Storage network systems maker NetApp and storage software provider CommVault, whom some might think ought to be competitors because they sell into many of the same markets, announced May 31 that they have signed a new global OEM agreement under which they will cross-pollinate some key products.
In fact, California-based NetApp and New Jersey-based CommVault have been partners for nearly a decade because their homegrown IP fills gaps in each other’s product lines.
In this new deal, they will integrate elements of CommVault’s Simpana 9 software with NetApp’s Snapshot and replication, and will henceforth co-produce them under the NetApp SnapProtect brand.
SnapProtect combines high-speed NetApp Snapshot copies and replication with tape in a single backup package to help organizations shrink the amount of time needed for their backup and recovery operations. Thus, Tier 2 disk backup and Tier 3 tape archiving, for example, can be managed and provisioned in a single application.
“What we’re doing here is bring to the table [storage] manageability, so that customers can go disk-to-disk-to-tape in a very seamless fashion,” Mark Welke, NetApp director of Data Protection Solutions, told eWEEK.
Better Integration, Smaller Backup Window
Simpana users will also benefit from this agreement because of the increased integration and management that Snapshot brings within Simpana to accelerate and simplify the backup and recovery process, CommVault Vice President of Worldwide OEM Sales Michael McMahon told eWEEK.
“As companies start to virtualize and consolidate, and the amount of data continues to grow at the rate it is growing, we’re finding it is extremely difficult to keep up with it, using standard, host-based backup technologies,” McMahon said.
“To stay up with the speed of the growth, and the changes in the applications, it really has to start from the snapshot off the array, which offloads that host, and provides much, much faster initial data sets. Then, on the back end, we can now manage in a granular fashion with persistent backups. The idea of crawling hosts and scanning indexes off the host goes away.”
In data storage, a snapshot is the state of a system at a particular point in time. It can refer to an actual copy of the state of a system or to a capability provided by certain systems.
Freezing the State of Data
NetApp’s SnapProtect freezes the state of the all the stored data and keeps it “application-aware,” Welke said, so that when the snapshot is reintroduced into the system, all the data is automatically resynchronized and updated.
Simpana not only manages the scheduling and movement of persistent hardware snapshots but also indexes each snapshot to provide application intelligence, even as they are replicated to alternate NetApp storage and written to tape, McMahon said.
Previously, customers had limited awareness of the data within a snapshot and had to resort to complicated scripting to move data from a snapshot to tape. By creating application-aware, indexed snapshot copies with NetApp’s replication, users can seamlessly protect large data sets such as those created by VMware in a more efficient manner, McMahon said.
CommVault also has partnerships with other storage hardware vendors that include Dell, Hitachi Data Systems, Bull and Fujitsu, McMahon said.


Look through the entries that follow and return each line that has the string "name".

| Input data |

───

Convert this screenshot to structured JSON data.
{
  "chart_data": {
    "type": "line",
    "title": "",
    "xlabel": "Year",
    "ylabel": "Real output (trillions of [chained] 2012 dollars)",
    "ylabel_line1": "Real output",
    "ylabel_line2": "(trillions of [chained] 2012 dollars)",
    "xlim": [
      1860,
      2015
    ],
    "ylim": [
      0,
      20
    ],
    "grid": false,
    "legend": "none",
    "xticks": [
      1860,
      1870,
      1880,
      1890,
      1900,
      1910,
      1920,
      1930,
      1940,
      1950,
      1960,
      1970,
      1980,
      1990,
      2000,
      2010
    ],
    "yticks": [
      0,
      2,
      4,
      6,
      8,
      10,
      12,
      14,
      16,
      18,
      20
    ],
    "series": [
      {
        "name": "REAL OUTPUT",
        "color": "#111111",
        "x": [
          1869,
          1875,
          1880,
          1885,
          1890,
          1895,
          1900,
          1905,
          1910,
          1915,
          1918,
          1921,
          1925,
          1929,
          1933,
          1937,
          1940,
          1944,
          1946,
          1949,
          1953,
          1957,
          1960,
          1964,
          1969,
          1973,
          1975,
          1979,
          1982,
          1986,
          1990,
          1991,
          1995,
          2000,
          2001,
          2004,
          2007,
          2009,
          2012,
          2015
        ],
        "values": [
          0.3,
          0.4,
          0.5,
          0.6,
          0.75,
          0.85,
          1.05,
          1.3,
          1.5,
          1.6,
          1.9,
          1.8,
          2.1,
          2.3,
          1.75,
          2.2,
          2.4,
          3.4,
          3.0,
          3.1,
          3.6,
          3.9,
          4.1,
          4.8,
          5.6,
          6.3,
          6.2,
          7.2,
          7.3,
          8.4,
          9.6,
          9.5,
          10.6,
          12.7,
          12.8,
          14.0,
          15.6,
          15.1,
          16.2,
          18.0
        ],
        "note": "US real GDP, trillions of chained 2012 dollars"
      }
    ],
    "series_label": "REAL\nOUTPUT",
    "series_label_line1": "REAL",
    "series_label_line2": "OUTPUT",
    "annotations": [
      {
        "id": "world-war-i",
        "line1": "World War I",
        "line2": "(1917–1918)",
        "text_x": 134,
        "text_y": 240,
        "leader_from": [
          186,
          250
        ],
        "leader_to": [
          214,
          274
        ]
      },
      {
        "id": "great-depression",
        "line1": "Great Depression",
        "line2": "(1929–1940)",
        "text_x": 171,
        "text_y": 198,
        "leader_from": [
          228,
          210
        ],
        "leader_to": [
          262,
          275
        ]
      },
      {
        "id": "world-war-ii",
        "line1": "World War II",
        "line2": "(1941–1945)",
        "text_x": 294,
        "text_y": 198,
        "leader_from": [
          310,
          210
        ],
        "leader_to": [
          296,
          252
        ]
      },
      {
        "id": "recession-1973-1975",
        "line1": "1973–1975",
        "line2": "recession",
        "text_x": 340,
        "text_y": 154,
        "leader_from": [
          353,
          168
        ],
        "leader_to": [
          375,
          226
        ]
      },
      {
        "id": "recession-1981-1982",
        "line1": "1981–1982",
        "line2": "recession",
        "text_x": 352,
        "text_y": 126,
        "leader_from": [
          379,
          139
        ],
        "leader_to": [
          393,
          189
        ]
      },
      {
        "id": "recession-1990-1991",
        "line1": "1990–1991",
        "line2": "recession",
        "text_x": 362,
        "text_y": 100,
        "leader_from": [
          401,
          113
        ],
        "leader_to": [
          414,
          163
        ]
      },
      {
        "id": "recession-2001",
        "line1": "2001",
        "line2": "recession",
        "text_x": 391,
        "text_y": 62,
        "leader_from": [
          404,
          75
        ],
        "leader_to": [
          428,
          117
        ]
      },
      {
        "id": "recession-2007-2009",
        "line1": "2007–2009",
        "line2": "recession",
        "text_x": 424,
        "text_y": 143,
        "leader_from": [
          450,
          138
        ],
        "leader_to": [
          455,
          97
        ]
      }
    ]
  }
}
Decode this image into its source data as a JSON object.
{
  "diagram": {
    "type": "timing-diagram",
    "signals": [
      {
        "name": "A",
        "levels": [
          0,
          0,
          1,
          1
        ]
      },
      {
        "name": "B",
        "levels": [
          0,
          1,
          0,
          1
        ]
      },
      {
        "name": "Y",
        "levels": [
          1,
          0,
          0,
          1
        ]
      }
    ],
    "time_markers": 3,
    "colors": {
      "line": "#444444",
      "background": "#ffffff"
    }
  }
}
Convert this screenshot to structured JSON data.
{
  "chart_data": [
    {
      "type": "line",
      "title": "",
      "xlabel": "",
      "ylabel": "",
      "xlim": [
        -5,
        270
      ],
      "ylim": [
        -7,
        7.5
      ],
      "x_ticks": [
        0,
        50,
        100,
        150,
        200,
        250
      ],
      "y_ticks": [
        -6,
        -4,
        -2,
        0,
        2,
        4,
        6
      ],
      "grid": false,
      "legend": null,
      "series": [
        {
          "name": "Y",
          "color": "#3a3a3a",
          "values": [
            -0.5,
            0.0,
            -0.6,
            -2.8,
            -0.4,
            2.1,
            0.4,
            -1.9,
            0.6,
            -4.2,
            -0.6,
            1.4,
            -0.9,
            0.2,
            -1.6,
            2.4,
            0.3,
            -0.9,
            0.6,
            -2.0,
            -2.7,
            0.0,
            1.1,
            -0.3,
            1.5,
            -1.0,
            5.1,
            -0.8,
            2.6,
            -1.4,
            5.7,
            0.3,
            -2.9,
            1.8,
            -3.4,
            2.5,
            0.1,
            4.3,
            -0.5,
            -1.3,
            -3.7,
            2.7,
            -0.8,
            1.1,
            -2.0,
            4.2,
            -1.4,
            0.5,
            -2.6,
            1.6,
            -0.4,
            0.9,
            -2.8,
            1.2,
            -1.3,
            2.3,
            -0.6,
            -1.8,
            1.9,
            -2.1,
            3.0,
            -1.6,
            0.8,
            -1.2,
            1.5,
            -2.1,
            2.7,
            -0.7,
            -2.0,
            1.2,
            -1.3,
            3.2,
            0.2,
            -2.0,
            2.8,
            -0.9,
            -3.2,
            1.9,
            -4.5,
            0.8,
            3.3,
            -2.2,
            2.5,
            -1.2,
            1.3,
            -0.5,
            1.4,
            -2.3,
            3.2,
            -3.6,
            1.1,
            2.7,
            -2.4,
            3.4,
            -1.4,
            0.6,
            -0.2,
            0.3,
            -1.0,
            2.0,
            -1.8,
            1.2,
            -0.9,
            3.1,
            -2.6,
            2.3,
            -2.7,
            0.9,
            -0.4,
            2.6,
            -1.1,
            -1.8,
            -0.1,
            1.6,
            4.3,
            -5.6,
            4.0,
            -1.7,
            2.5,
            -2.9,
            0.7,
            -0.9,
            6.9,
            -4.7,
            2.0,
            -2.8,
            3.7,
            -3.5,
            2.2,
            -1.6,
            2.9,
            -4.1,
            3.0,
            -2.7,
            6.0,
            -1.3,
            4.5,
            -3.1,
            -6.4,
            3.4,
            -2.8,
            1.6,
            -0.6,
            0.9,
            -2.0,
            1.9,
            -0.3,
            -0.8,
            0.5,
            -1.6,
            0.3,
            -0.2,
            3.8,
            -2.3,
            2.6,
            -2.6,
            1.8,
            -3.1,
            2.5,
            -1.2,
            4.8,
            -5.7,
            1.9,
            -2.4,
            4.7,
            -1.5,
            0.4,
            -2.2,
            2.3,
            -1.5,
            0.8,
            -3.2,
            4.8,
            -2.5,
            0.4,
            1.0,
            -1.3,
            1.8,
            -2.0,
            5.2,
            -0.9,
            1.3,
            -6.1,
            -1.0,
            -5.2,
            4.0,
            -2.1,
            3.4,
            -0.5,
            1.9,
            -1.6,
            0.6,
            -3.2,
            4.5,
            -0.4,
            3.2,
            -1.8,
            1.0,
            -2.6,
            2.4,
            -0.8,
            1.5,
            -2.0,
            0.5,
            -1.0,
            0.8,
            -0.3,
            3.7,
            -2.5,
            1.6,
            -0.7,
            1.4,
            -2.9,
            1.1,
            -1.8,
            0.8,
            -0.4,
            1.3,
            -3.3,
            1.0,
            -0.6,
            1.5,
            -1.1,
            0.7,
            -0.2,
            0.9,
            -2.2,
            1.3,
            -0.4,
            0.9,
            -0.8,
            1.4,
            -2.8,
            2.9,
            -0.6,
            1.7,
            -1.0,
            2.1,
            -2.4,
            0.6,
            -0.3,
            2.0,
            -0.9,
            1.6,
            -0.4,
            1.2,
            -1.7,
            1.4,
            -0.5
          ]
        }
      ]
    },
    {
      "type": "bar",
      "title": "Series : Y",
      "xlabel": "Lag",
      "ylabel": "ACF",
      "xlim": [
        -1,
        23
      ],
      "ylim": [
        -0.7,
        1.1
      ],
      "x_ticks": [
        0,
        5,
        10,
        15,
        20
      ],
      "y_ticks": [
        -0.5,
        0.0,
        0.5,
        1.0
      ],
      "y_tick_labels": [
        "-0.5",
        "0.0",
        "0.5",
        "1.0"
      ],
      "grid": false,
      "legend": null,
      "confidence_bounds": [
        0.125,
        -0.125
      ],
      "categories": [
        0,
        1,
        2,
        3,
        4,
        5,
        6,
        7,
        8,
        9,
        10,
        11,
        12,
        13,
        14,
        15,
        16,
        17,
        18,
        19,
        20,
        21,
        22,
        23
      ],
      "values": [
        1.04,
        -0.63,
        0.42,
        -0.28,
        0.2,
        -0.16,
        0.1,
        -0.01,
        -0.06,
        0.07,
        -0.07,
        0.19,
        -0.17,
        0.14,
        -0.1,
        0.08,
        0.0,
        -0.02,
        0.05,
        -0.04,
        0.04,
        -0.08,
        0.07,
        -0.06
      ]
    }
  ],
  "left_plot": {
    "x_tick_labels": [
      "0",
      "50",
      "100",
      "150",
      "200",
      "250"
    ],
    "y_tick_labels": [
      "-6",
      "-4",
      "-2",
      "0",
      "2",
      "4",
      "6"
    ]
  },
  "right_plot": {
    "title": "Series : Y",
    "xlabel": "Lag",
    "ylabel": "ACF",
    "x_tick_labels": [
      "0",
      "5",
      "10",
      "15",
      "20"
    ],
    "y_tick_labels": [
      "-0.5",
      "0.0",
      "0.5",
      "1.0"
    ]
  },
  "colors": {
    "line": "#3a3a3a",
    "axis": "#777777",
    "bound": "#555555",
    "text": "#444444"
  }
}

───

| Output below |
        "name": "REAL OUTPUT",
        "name": "A",
        "name": "B",
        "name": "Y",
          "name": "Y",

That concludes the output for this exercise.